Transcribe, word for word and without additions, each line below from the one containing "The width and height of the screenshot is (1715, 964)." through the one containing "The width and height of the screenshot is (606, 341).", both ends included.

== == ==

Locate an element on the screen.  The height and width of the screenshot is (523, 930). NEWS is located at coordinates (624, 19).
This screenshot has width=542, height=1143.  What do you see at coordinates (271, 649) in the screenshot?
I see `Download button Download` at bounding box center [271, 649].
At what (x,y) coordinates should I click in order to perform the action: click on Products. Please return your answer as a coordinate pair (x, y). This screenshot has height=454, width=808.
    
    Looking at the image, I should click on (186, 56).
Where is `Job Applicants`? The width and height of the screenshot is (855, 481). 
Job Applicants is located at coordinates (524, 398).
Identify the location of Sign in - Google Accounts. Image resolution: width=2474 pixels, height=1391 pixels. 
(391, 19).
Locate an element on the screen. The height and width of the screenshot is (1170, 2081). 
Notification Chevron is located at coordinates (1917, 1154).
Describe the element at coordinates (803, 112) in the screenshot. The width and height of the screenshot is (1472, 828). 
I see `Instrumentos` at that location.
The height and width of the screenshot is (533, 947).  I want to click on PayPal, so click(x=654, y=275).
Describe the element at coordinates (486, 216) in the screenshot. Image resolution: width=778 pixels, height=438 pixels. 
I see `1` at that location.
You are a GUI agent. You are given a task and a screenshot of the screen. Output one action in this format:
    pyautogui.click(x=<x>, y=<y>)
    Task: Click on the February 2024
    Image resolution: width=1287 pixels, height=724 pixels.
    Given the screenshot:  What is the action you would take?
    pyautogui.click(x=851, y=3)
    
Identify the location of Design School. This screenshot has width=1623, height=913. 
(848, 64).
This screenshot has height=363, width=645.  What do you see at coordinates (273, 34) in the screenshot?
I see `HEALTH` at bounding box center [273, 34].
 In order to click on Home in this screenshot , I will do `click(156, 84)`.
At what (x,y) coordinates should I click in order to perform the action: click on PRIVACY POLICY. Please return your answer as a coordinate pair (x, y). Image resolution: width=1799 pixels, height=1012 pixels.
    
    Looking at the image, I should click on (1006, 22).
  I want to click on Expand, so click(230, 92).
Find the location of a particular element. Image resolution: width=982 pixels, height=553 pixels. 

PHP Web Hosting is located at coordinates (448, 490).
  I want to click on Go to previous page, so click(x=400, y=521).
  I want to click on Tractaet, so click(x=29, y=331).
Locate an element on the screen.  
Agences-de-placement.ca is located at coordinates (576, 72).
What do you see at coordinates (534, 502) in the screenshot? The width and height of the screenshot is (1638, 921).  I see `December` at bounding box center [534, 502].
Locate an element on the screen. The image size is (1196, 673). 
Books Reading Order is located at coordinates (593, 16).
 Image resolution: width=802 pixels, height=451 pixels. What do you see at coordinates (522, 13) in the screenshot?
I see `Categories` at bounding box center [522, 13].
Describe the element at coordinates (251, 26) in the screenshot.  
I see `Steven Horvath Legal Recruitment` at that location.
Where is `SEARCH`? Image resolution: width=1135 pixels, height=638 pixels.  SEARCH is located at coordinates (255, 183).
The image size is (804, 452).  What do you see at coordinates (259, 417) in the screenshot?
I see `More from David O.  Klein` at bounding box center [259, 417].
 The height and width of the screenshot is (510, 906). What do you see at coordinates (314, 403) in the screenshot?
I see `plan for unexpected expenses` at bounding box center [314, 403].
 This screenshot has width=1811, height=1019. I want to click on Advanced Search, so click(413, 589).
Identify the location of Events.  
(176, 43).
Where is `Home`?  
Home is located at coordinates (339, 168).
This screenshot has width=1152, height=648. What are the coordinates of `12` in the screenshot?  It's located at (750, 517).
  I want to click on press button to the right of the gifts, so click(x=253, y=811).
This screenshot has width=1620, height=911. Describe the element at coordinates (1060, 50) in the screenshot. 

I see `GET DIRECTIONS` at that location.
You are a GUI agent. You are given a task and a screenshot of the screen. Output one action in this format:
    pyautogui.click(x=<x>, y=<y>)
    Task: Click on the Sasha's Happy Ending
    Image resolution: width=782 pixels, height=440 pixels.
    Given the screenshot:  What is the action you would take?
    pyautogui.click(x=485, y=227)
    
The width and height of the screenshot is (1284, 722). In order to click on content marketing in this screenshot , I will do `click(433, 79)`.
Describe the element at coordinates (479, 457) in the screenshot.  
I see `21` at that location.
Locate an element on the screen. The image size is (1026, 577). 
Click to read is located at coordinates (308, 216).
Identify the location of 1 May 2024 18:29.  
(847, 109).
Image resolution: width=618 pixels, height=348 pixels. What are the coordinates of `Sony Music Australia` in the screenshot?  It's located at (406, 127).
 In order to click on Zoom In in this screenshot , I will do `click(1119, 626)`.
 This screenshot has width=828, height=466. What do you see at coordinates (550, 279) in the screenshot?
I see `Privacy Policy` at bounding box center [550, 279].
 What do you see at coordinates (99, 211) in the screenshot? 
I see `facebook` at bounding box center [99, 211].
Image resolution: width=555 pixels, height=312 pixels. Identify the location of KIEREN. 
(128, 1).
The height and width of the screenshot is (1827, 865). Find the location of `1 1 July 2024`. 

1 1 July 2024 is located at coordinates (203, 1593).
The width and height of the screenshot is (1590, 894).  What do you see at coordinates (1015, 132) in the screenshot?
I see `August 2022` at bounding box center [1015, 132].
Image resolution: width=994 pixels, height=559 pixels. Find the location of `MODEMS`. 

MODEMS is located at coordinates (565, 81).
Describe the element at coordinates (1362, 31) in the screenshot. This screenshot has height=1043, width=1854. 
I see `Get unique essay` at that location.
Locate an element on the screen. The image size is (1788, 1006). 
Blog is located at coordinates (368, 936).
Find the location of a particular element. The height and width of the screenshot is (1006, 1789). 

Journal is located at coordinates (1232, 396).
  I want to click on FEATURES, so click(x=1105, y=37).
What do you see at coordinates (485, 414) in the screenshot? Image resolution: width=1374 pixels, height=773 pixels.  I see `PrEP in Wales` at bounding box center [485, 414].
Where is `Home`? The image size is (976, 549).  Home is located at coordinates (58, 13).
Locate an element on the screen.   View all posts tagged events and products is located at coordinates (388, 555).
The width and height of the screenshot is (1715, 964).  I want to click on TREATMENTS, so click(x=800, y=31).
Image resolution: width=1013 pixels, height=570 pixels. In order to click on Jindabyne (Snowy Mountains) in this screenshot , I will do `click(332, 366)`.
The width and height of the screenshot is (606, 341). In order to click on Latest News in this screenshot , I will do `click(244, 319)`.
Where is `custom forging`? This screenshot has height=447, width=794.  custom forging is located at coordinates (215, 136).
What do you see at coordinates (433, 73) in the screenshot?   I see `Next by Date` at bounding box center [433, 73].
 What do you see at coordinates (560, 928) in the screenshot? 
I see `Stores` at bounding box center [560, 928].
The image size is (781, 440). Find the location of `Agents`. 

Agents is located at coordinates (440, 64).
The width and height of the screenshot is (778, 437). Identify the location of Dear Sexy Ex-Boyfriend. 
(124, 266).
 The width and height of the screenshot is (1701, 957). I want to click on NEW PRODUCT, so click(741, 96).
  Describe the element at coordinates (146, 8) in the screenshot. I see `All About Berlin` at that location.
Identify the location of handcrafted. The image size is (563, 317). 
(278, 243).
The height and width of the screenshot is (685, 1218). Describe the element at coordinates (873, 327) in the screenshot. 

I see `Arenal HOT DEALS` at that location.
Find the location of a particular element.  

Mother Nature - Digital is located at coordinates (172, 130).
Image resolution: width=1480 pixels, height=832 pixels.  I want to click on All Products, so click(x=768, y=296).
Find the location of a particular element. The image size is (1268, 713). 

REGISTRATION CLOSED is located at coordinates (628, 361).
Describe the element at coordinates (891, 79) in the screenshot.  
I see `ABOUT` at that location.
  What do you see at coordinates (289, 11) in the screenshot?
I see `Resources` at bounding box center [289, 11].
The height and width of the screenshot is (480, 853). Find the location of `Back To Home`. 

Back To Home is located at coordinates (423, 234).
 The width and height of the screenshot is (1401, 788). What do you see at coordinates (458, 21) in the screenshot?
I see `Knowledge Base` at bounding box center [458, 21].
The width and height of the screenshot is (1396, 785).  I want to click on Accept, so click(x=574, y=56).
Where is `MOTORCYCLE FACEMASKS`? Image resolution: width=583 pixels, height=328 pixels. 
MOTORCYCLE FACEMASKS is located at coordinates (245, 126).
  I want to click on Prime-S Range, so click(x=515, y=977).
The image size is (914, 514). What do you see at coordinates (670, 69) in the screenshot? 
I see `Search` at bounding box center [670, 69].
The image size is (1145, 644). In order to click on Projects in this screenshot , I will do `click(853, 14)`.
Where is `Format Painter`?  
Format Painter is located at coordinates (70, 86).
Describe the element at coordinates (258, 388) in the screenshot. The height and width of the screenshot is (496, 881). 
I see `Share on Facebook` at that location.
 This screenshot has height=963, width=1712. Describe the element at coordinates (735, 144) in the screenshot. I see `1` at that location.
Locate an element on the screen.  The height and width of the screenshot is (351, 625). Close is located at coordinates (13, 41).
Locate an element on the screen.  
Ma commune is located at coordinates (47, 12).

== == ==

# OUTPUT OF THE TASK:
The width and height of the screenshot is (1715, 964).  I want to click on TREATMENTS, so click(x=800, y=31).
Image resolution: width=1013 pixels, height=570 pixels. In order to click on Jindabyne (Snowy Mountains) in this screenshot , I will do `click(332, 366)`.
The width and height of the screenshot is (606, 341). In order to click on Latest News in this screenshot , I will do `click(244, 319)`.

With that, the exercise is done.